Top Inventions of 2007
Gibbs-Duhem writes "Time Magazine is reporting on the best inventions of the year. The top invention is the somewhat well-known iPhone, but there are some extremely cool projects included that I had certainly never heard of, including a device for capturing waste heat from car engines to increase efficiency up to 40%, a novel car designed to run entirely on compressed air claiming to have a range of 2000km with zero pollution, a James Bond style GPS tracking device that police can use to avoid high-speed chases, a small-scale printing press capable of printing and binding a paperback book in 3 minutes for under $3/book (and $50k per machine), a microbe-based technology for turning soft sand into sandstone, a water-based display which uses computer controlled nozzles to produce coherent gaps in the water, and a way to convert type A, B, and AB-negative blood into type O."
If you ignore the over-hyped (and still pretty damned cool) iPhone as 1st place, this list is pretty amazing. The water-injected engine at first glance sounds alot like the water-injection that was hyped back in the 1970s, but it's not. A little bit of digging (thanks, Google!) reveals that it's actually a 6-stroke engine that uses the heat that would normally be radiated away. If done right, there's no need for a radiator or other cooling system!
My first thought is about what this could mean for General Aviation - having the fuel burn rate cut by 40% WITHOUT needing any cooling gear (think: reduced weight) could be a real boon... already there are diesel aviation engines already that are significantly more efficient ( but need radiators, and already have a high compression ratio) this could help out even more - imagine a diesel engine that reduces fuel consumption by 60%, maybe even 70%?!?!?
Pipe dream? Yes. But I sure do hope. And it would likely happen in cars before airplanes, thanks to the glacial pace of technology advancement in aviation. Everybody's so terrified of risk that innovation is radically reduced. The reality is simply that (Private Airplanes) == (Money) == (Lawyer Bait) == (an industry that is forever on the edge of shutdown).

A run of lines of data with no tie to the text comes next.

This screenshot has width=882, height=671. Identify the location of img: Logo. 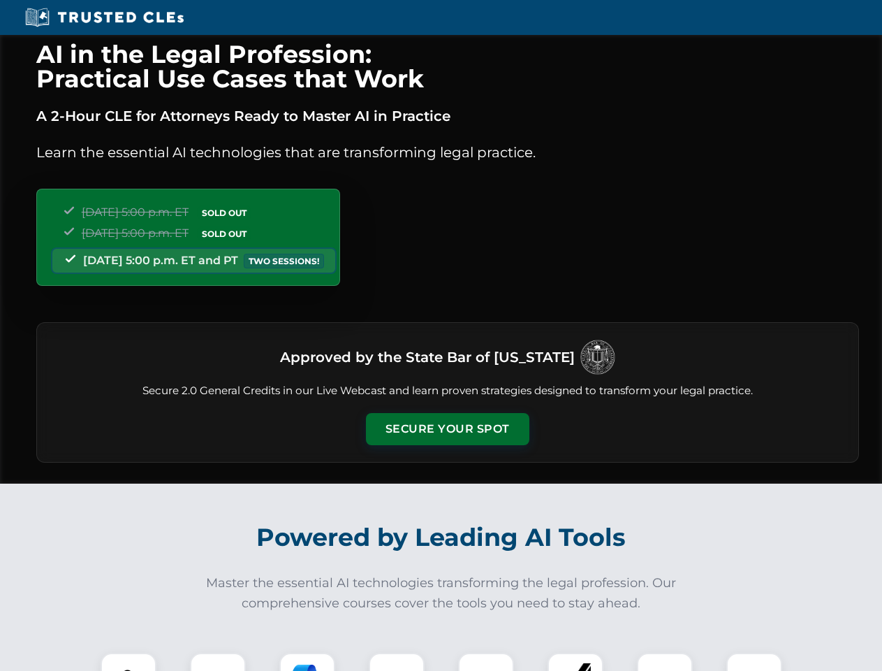
(598, 357).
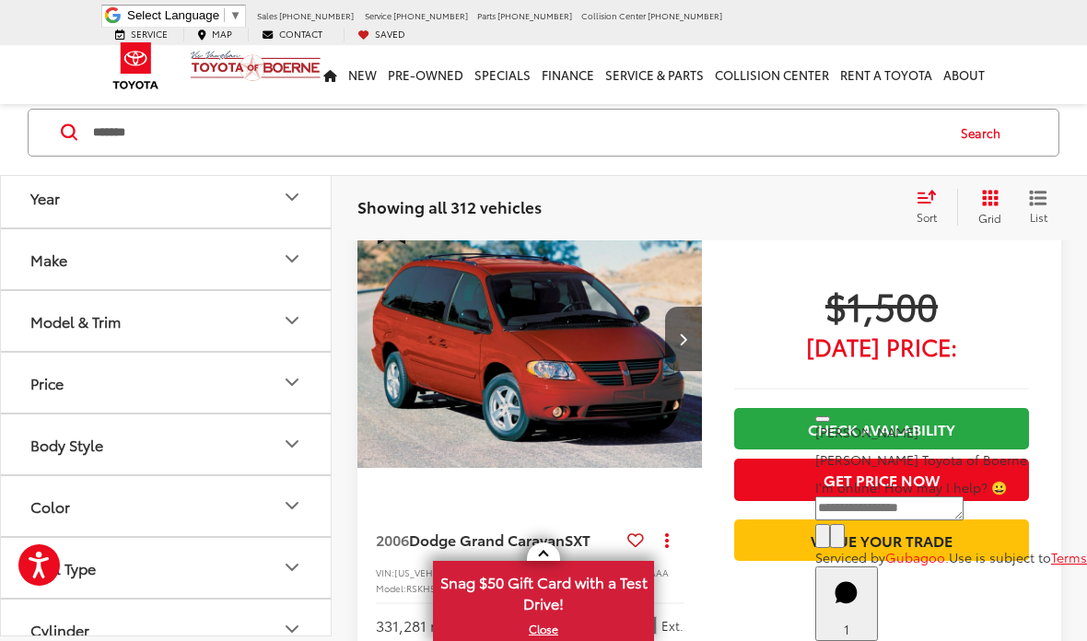 The width and height of the screenshot is (1087, 641). I want to click on button: YearYear, so click(167, 197).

If you want to see the crippling effect that excessive lawyering can cause to industry, you need look no further than private aviation.
-Ben
I have no problem with your religion until you decide it's reason to deprive others of the truth.
The "air-car" is bullshit.
First, all they have is blurry cad-drawings, and still they claim it'll be on the market in 2008. That's not possible, if that where to actually be the case they'd have to ALREADY have several completed prototypes of the car at the minimum for safety-testing and similar.
Second, there's just not enough energy there.
If you believe the claims of the aircar-makers themselves, (which ain't a safe thing to do, because they assume near termic equilibrium, among other things, but nevermind) then, and I'm here quoting their website: 300 litres at 300 bars results in 46 MJ (Y 52.1 MJ with 340 litres at 300 bars ).
Okay, so a 340lite (90 gallon!) air-tank can hold the same amount of energy as 0.4 gallons of petrol. Really
So, after you've refilled this gargantuan 90 gallon tank with air, you'll have the equivalent of 0.4 gallons petrol worth of energy. Thereafter you have to refuel again. Who wants to refuel every 10 miles ? This think makes electric cars look EXCELLENT by comparison.
[quote]A single coal power plant is a large ugly brick building stuck near a rail yard with a single or short series of tall smokestacks all located on the same campus, not a tens of miles long stretch of hideous moaning machines interrupting your previously uninterrupted property.[/quote]
You've apparently never seen a fossil plant up close. It's not just "a railyard", but a whole coal depot that they have near them. It's like a giant's sandpit; the machinery that moves the coal around looks like little ants. They have to spray it all the time to keep the risk of a fire down.
And that's not the problem.
The problem is the huge plume of pollution that comes off of the plants. Apparently you don't care about your lungs. I care about mine. How pretty do you find hospitals and dead trees?
How come we don't wind turbine farms on the tops of buildings in large cities
Because the building has to be built extra strong for that. You can't just add a turbine on top of a building like that. Extra strength means extra cost. Big cities build their turbines offshore. Like, for example, the London Array.
or in Central Park
Apparently the term "high property values" means nothing to you. How much does an acre in rural New York cost? Now how much does an acre in Manhattan cost? Prices aren't irrelevant. In fact, they're the most relevant issue at hand.
Long Island Sound
There was one. It was going to cost too much compared to how much power it would have provided..
off Martha's Vineyard etc etc
You mean like Cape Wind?
And yes, there are some people like you who've been protesting it. Apparently they'd rather breathe heavy metals from coal burning (like the unopposed Canal Electric plant) than have a barely visible turbine on the distant horizon.
I have the memory of an elephant. I remember going to the zoo and seeing an elephant.